Alas, I’m an old fogy without a subscription to “What’s become a slur since you first learned English as a child” weekly. Fine, I’ll call them “IAWHS’s” (Illegal Aliens With Hispanic Surnames) or whatever Newspeak word is current. The iron law of euphemism guarantees that it will become a slur, in turn. The war to prevent people from expressing sentiments the left dislikes by pruning the language of the words used to express them is one the left will never win, but I suppose will never cease from fighting.
The point remains that the determination to keep our southern border open to IAWHS’s guarantees that it’s going to be open to smuggling in both directions, drugs, guns, whatever. You want to stop guns from heading south, however few and fungible, you’re going to have to secure the border.
In the meanwhile, do you care to acknowledge the fraudulent nature of that 90% statistic? “Same facts”, and all that BS, after all…
“Beats me how anyone can think that that supplying at least 3,480 firearms to Mexican drug gangs is trivial.
I don’t know, maybe you’d like to ask the news outlets which aren’t reporting on the Obama administration feeding about that many guns to the Mexican cartels? They seem to have found SOME excuse.
I don’t think it’s trivial as such.
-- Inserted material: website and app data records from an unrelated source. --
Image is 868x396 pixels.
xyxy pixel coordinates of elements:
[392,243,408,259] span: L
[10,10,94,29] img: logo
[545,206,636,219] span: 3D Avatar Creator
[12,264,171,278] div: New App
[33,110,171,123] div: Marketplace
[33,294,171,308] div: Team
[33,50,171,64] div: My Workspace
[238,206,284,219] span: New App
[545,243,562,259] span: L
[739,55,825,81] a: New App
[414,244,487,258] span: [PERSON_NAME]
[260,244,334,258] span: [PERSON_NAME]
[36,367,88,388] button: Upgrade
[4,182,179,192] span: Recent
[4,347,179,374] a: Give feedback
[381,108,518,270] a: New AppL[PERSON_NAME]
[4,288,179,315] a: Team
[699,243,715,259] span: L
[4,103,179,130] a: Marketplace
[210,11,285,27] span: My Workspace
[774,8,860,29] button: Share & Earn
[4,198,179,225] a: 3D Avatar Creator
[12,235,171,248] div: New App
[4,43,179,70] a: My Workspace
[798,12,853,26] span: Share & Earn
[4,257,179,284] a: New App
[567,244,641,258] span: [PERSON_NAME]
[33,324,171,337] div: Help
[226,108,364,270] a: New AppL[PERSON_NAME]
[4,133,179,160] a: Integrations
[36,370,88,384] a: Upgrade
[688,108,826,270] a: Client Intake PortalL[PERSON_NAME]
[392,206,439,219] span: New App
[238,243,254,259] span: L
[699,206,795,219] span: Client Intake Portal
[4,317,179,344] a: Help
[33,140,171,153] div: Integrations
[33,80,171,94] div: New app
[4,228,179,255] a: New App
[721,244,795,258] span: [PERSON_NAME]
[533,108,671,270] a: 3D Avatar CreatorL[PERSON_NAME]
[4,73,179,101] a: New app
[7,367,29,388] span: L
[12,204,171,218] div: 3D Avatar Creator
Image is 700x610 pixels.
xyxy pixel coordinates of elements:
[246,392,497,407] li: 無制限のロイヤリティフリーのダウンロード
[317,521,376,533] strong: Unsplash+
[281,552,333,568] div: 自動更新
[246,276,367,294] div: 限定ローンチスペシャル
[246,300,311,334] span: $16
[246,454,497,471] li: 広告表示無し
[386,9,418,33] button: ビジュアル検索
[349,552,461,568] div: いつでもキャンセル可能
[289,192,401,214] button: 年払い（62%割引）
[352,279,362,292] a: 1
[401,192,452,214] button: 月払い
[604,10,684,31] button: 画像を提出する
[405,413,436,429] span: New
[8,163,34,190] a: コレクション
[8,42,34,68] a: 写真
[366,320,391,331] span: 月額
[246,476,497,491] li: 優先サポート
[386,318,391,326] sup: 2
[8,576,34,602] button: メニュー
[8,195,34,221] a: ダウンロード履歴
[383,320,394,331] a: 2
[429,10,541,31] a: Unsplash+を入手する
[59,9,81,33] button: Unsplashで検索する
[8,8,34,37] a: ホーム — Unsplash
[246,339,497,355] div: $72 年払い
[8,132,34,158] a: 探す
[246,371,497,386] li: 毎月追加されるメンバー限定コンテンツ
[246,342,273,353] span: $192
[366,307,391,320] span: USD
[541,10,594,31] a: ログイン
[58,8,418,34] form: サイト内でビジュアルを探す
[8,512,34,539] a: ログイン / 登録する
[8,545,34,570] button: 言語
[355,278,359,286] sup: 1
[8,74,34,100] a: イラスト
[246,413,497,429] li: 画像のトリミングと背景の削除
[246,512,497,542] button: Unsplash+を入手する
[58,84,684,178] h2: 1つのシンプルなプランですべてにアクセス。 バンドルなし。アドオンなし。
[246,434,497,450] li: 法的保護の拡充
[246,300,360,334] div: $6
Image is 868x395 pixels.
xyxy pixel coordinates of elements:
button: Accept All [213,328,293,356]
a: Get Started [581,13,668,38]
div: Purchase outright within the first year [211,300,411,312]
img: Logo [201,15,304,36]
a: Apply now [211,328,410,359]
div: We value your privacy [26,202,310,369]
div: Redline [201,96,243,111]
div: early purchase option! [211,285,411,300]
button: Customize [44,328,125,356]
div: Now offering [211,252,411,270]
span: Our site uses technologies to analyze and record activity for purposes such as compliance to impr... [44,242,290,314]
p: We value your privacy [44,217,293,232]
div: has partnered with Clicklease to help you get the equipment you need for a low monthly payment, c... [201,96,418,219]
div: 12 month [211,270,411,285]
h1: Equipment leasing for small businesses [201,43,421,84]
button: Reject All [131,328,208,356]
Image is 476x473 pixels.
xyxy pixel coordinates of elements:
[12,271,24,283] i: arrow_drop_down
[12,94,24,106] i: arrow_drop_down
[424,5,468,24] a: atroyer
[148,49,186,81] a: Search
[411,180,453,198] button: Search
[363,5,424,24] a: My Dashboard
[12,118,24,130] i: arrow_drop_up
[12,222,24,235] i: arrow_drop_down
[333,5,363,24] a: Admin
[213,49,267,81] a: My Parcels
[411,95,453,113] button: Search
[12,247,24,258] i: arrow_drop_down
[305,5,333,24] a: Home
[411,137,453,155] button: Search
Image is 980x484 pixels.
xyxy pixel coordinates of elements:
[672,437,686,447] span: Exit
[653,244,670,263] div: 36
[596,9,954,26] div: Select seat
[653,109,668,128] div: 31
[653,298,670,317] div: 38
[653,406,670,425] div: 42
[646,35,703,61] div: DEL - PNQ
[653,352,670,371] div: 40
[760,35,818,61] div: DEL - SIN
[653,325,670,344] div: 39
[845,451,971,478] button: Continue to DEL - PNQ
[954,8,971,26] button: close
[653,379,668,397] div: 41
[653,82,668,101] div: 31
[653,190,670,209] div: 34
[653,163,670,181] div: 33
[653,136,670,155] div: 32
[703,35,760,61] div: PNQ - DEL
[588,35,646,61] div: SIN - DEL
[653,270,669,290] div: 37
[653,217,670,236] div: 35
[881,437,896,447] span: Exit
I just objected to the fraudulent statistic, invented as an excuse to infringe on Americans’ 2nd amendment rights.
But a certain amount of smuggling across borders is inevitable, and if we really must do something about this, I prefer that something not be deliberately infringing on American’s rights. Even if that is the preferred approach of people who loathe the right in question.
Yes, who could possibly have known that “wetback” was a racial slur. Sigh, it’s all the fault of those damn liberals. Did you know that you’re not even supposed to use the word “nigger” in polite company anymore? What’s the world coming to?
Beats me how anyone can think that that supplying at least 3,480 firearms to Mexican drug gangs is trivial. That’s the traced seizures in 2008; the true annual number must be much higher, the cumulative total over a decade higher still - perhaps by two orders of magnitude. It’s an American responsibility to stop this evil trade, regardless of how big a share it is of the total supply.
What about licensed exports of small arms by US manufacturers? If supplied to Mexico, the Federales would have the details of the guns anyway and would not need to ask for a trace.
Worth remembering that criminals have a requirement for handguns as well as long guns, the latter more easily sourced from Central America. Guns are not perfect substitutes for each other, and crimping the supply of one type can introduce bottlenecks and operational problems for criminals. SFΙΚ automatic weapons do not flow northwards from Mexico across the US border. Why? Hard to get the ammo?